• What you will do
Beginning with the first line of the data below, reproduce every line unchanged, ending with the line that holds "Image resolution: width=665".

===== Records for the task

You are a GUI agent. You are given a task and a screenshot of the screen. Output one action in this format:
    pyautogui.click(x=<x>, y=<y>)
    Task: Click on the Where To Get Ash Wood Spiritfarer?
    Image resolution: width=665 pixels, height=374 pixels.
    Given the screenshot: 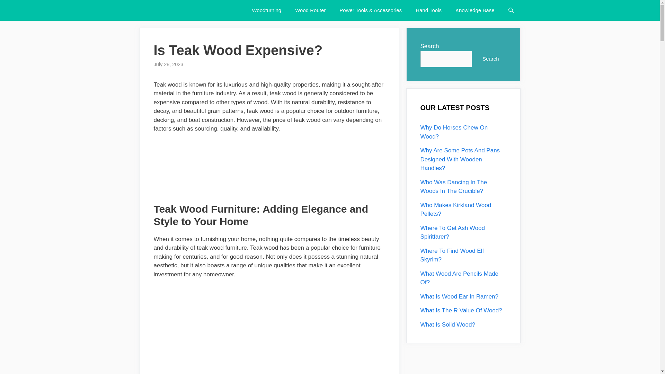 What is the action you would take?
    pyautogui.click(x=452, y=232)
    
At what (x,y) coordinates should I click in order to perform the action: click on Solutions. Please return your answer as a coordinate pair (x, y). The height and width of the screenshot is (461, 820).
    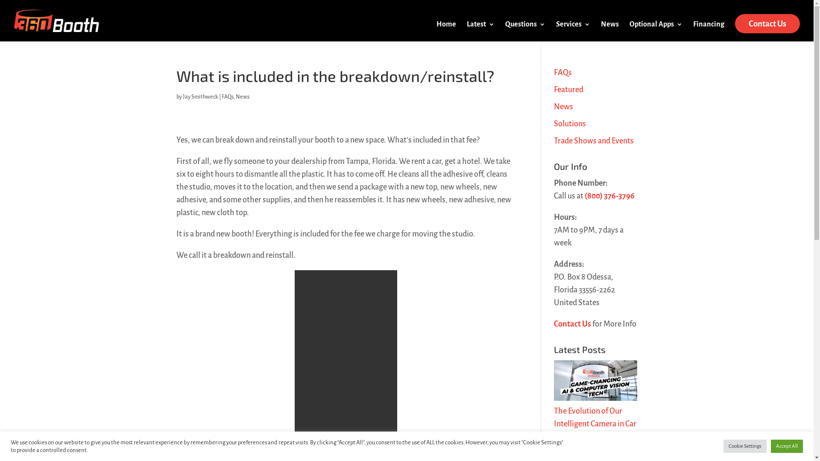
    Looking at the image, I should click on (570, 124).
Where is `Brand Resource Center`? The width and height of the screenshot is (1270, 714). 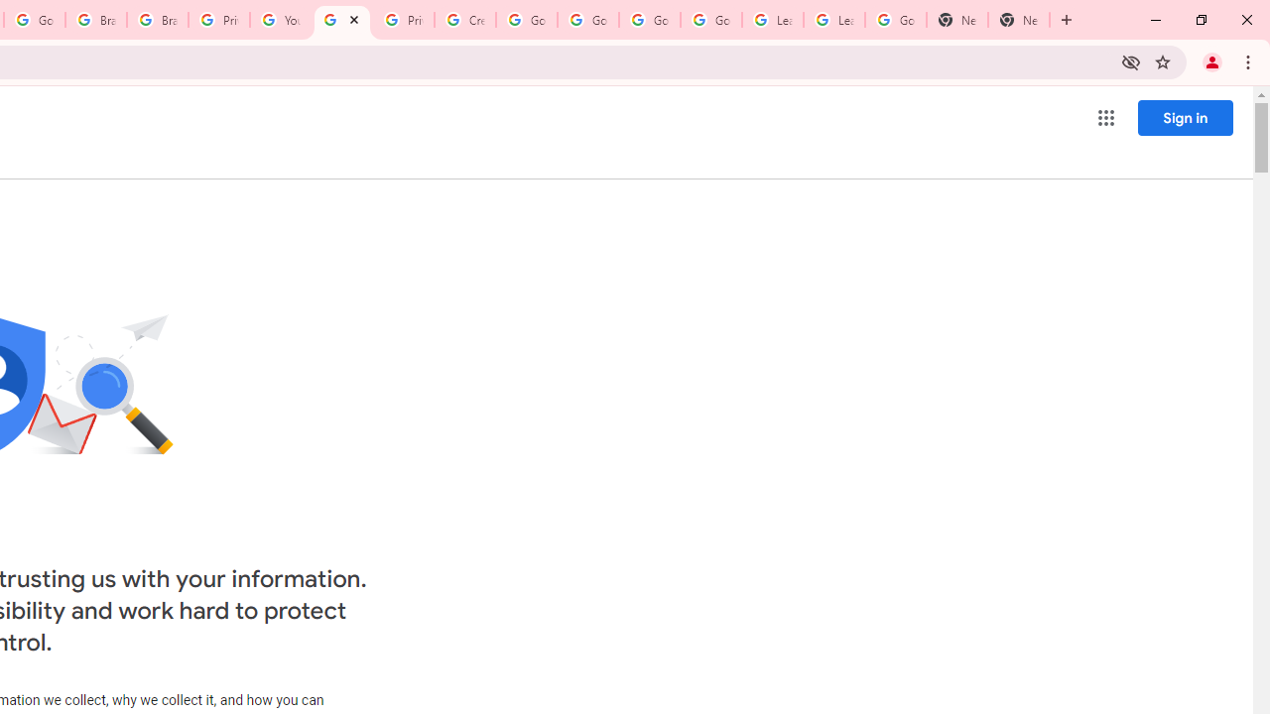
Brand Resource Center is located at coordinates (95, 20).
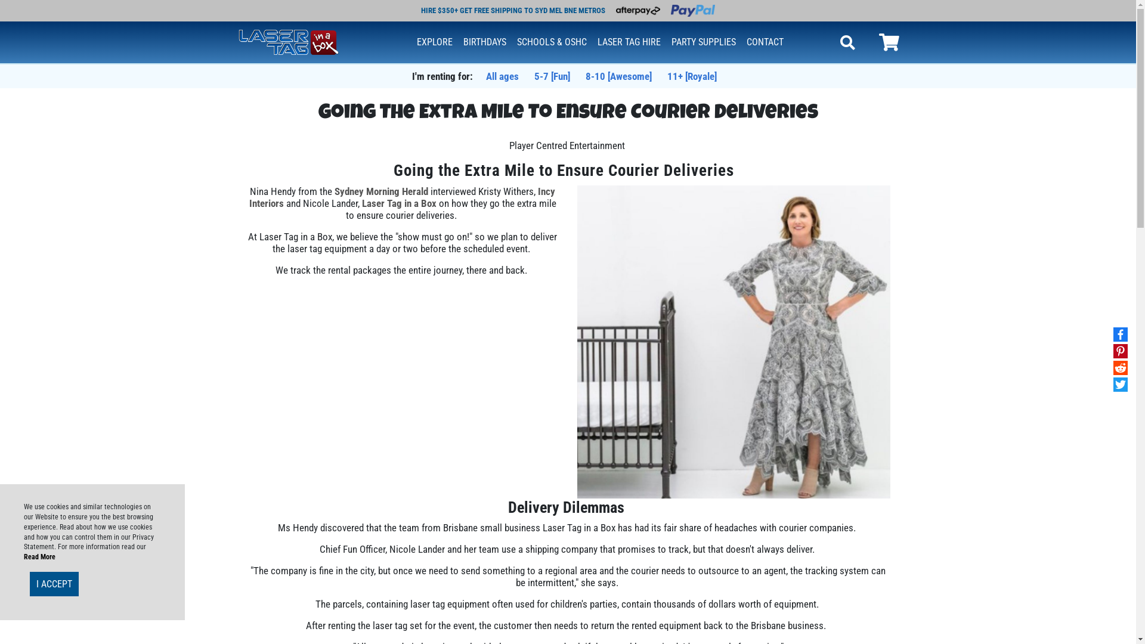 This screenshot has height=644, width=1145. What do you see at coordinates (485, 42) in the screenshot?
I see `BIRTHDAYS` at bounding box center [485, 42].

==========

• Solution for this problem
You are a GUI agent. You are given a task and a screenshot of the screen. Output one action in this format:
    pyautogui.click(x=<x>, y=<y>)
    Task: Click on the Where To Get Ash Wood Spiritfarer?
    Image resolution: width=665 pixels, height=374 pixels.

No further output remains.